Wednesday, October 17, 2018

Celestial Winter: Wall Hanging, Post Cards, and Ornaments

I recently did a favor for a friend and to show her thanks, she gave me some fabric. There was one piece in the bunch, a fat quarter titled "Celestial Winter" by Jason Yenter from In The Beginning Fabrics that I was immediately drawn to.

Now I like to tell people that I let the fabric tell me what it wants to be. Sometimes fabrics just tell me that they want to be place mats or table runners. Other times it's more specific. Back when I was making "Early Morning Nine Patch" I was trying to decide what fabric to use for the barn when I realized that the title on the selvage edge was "Barn Red" so that time it was literally speaking to me.

This time Celestial Winter was speaking to me and it said "Use me."

"But I have to work on stuff for the upcoming Open Studios," I replied.

Celestial Winter loudly repeated "USE ME."

"I really don't have the time," I replied.

But it would not let me ignore it.

So I did. I made a wall hanging, ten postcards, and five tree ornaments. In one week. (I had to work quickly because I still had things I needed to finish for the Open Studios that was less than two weeks away).


Here is the fabric before I cut into it. (This is not the actual piece that I had, this is the preview that In The Beginning Fabrics has on their website). I ironed fusible adhesive (Heat-n-Bond lite) on the back of the whole fat quarter then cut the shapes out. This is called fussy cutting and it doesn't get much fussier than this, can you see how close together the images are? In some places I had about 1/16" of an inch of black left around the shapes. I wanted a little bit of black around them so when I fused them to a back background it would look seamless.


I fused six main pieces to a black fabric from my stash (one that I used for "Lavender Diamonds").


I also fused some groupings of stars on most of the pieces. Four around each round shape and two with the deer and the owl.


I pieced the six rectangles with green sashing and borders then sandwiched the quilt top with a cotton batting and backing.


I stitched around the fused pieces with black thread on the black edge that I left when fussy cutting.  It was pretty hard to see when sewing down but I took it slowly and did it. Because it was already sandwiched, this is also the quilting.


I also quilted stitch-in-the-ditch around the edges where the black was pieced with the green.


Then I folded the front around to the back for a binding. I added sleeves and a label.


I love how it looks like the fabric is glowing from within.

Because I already had fusible adhesive on the back of the fabric, I took used the other large images, some which were cut off because they were at the edge of the fabric, to make some postcards.

I used the same black fabric for the backgrounds and added the red and blue stripes which were not a part of the original fabric. Then I fused them to a thick innerfacing and satin stitched around the edges with a black thread.


There were also nine colorful trees. They were too small to be postcards so I fused them to a green fabric, then fused them to some innerfacing (the kind I use for postcards) then satin stitched around the edges with a green thread. Because there were nine trees, four of these are double sided.

As always, you can click on the photos to see them larger.

2 comments:

JM in Toronto said...

What great use of this gorgeous fabric! I'm sure you don't have a scrap left!!

Sues said...

Awesome!!! You really put that lovely fabric to good use!!!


**PROBLEM TO SOLVE**:
When you copy the entries, keep every word exactly as it is and drop the images.

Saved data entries
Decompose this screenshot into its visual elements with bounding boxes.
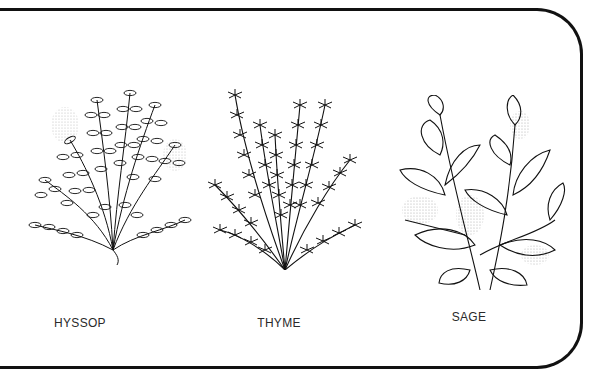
thyme-illustration [205, 85, 370, 270]
plant-label-thyme: THYME [257, 316, 301, 330]
plant-label-hyssop: HYSSOP [54, 316, 106, 330]
hyssop-illustration [25, 85, 200, 265]
plant-label-sage: SAGE [452, 310, 487, 324]
sage-illustration [395, 95, 570, 295]
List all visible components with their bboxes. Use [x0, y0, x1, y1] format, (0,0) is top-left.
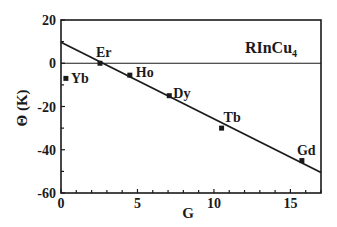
x-tick-label: 10	[207, 196, 221, 211]
x-tick-label: 0	[58, 196, 65, 211]
x-tick-label: 15	[283, 196, 297, 211]
data-point-er	[98, 61, 103, 66]
data-point-tb	[219, 126, 224, 131]
point-label-gd: Gd	[297, 143, 316, 158]
chart-title: RInCu4	[245, 39, 297, 59]
y-tick-label: 0	[49, 56, 56, 71]
point-label-dy: Dy	[173, 86, 190, 101]
y-tick-label: -60	[37, 186, 56, 201]
point-label-tb: Tb	[224, 110, 241, 125]
y-tick-label: -20	[37, 100, 56, 115]
chart: 051015200-20-40-60 YbErHoDyTbGd RInCu4 G…	[0, 0, 337, 227]
y-axis-label: Θ (K)	[14, 89, 31, 126]
y-tick-label: -40	[37, 143, 56, 158]
data-point-yb	[63, 76, 68, 81]
x-axis-label: G	[182, 205, 194, 221]
data-point-gd	[299, 158, 304, 163]
x-tick-label: 5	[134, 196, 141, 211]
point-label-ho: Ho	[136, 65, 154, 80]
data-point-dy	[167, 93, 172, 98]
data-point-ho	[127, 73, 132, 78]
point-label-yb: Yb	[71, 71, 89, 86]
point-label-er: Er	[96, 45, 112, 60]
y-tick-label: 20	[42, 13, 56, 28]
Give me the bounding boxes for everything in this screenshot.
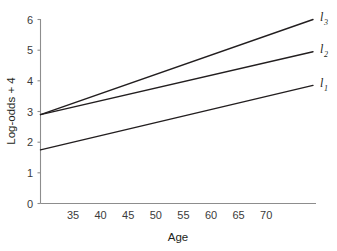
y-axis-title: Log-odds + 4 (5, 77, 17, 145)
series-label-l1: l 1 (320, 76, 328, 93)
axes-group (41, 19, 317, 204)
x-tick-label-65: 65 (232, 209, 244, 221)
y-tick-label-0: 0 (27, 198, 33, 210)
chart-figure: 0 1 2 3 4 5 6 35 40 45 50 55 60 65 70 Ag… (0, 0, 337, 251)
x-tick-label-60: 60 (205, 209, 217, 221)
series-line-l1 (41, 85, 314, 149)
x-tick-label-50: 50 (150, 209, 162, 221)
x-tick-label-35: 35 (67, 209, 79, 221)
y-tick-label-3: 3 (27, 106, 33, 118)
series-labels-group: l 3 l 2 l 1 (320, 10, 328, 93)
x-axis-title: Age (168, 231, 188, 243)
y-tick-label-5: 5 (27, 44, 33, 56)
y-tick-labels: 0 1 2 3 4 5 6 (27, 14, 33, 210)
log-odds-age-line-chart: 0 1 2 3 4 5 6 35 40 45 50 55 60 65 70 Ag… (0, 0, 337, 251)
data-series-group (41, 20, 314, 150)
y-tick-label-6: 6 (27, 14, 33, 26)
series-label-l1-subscript: 1 (324, 84, 328, 93)
x-tick-label-45: 45 (122, 209, 134, 221)
series-label-l3: l 3 (320, 10, 328, 27)
x-tick-label-55: 55 (177, 209, 189, 221)
series-label-l3-subscript: 3 (323, 18, 328, 27)
series-line-l3 (41, 20, 314, 115)
y-tick-label-2: 2 (27, 136, 33, 148)
y-tick-label-4: 4 (27, 75, 33, 87)
series-label-l2: l 2 (320, 42, 328, 59)
x-tick-label-40: 40 (94, 209, 106, 221)
x-tick-label-70: 70 (260, 209, 272, 221)
series-label-l2-subscript: 2 (324, 50, 328, 59)
series-line-l2 (41, 52, 314, 115)
y-tick-label-1: 1 (27, 167, 33, 179)
x-tick-labels: 35 40 45 50 55 60 65 70 (67, 209, 272, 221)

**REPLY TO THE TASK**:
Decompose this screenshot into its visual elements with bounding boxes.
thyme-illustration [205, 85, 370, 270]
plant-label-thyme: THYME [257, 316, 301, 330]
plant-label-hyssop: HYSSOP [54, 316, 106, 330]
hyssop-illustration [25, 85, 200, 265]
plant-label-sage: SAGE [452, 310, 487, 324]
sage-illustration [395, 95, 570, 295]
List all visible components with their bboxes. Use [x0, y0, x1, y1] format, (0,0) is top-left.
x-tick-label: 10	[207, 196, 221, 211]
x-tick-label: 0	[58, 196, 65, 211]
x-tick-label: 15	[283, 196, 297, 211]
data-point-er	[98, 61, 103, 66]
data-point-tb	[219, 126, 224, 131]
point-label-gd: Gd	[297, 143, 316, 158]
chart-title: RInCu4	[245, 39, 297, 59]
y-tick-label: 0	[49, 56, 56, 71]
point-label-dy: Dy	[173, 86, 190, 101]
y-tick-label: -60	[37, 186, 56, 201]
point-label-tb: Tb	[224, 110, 241, 125]
y-tick-label: -20	[37, 100, 56, 115]
chart: 051015200-20-40-60 YbErHoDyTbGd RInCu4 G…	[0, 0, 337, 227]
y-axis-label: Θ (K)	[14, 89, 31, 126]
y-tick-label: -40	[37, 143, 56, 158]
data-point-yb	[63, 76, 68, 81]
x-axis-label: G	[182, 205, 194, 221]
data-point-gd	[299, 158, 304, 163]
x-tick-label: 5	[134, 196, 141, 211]
point-label-ho: Ho	[136, 65, 154, 80]
data-point-dy	[167, 93, 172, 98]
data-point-ho	[127, 73, 132, 78]
point-label-yb: Yb	[71, 71, 89, 86]
point-label-er: Er	[96, 45, 112, 60]
y-tick-label: 20	[42, 13, 56, 28]
Give me the bounding boxes for everything in this screenshot.
y-axis-title: Log-odds + 4 (5, 77, 17, 145)
series-label-l1: l 1 (320, 76, 328, 93)
axes-group (41, 19, 317, 204)
x-tick-label-65: 65 (232, 209, 244, 221)
y-tick-label-0: 0 (27, 198, 33, 210)
chart-figure: 0 1 2 3 4 5 6 35 40 45 50 55 60 65 70 Ag… (0, 0, 337, 251)
x-tick-label-60: 60 (205, 209, 217, 221)
series-line-l1 (41, 85, 314, 149)
x-tick-label-50: 50 (150, 209, 162, 221)
x-tick-label-35: 35 (67, 209, 79, 221)
y-tick-label-3: 3 (27, 106, 33, 118)
series-labels-group: l 3 l 2 l 1 (320, 10, 328, 93)
x-axis-title: Age (168, 231, 188, 243)
y-tick-label-5: 5 (27, 44, 33, 56)
y-tick-labels: 0 1 2 3 4 5 6 (27, 14, 33, 210)
log-odds-age-line-chart: 0 1 2 3 4 5 6 35 40 45 50 55 60 65 70 Ag… (0, 0, 337, 251)
data-series-group (41, 20, 314, 150)
y-tick-label-6: 6 (27, 14, 33, 26)
series-label-l1-subscript: 1 (324, 84, 328, 93)
x-tick-label-45: 45 (122, 209, 134, 221)
series-label-l3: l 3 (320, 10, 328, 27)
x-tick-label-55: 55 (177, 209, 189, 221)
series-label-l3-subscript: 3 (323, 18, 328, 27)
series-line-l3 (41, 20, 314, 115)
y-tick-label-2: 2 (27, 136, 33, 148)
y-tick-label-4: 4 (27, 75, 33, 87)
series-label-l2: l 2 (320, 42, 328, 59)
x-tick-label-40: 40 (94, 209, 106, 221)
x-tick-label-70: 70 (260, 209, 272, 221)
series-label-l2-subscript: 2 (324, 50, 328, 59)
series-line-l2 (41, 52, 314, 115)
y-tick-label-1: 1 (27, 167, 33, 179)
x-tick-labels: 35 40 45 50 55 60 65 70 (67, 209, 272, 221)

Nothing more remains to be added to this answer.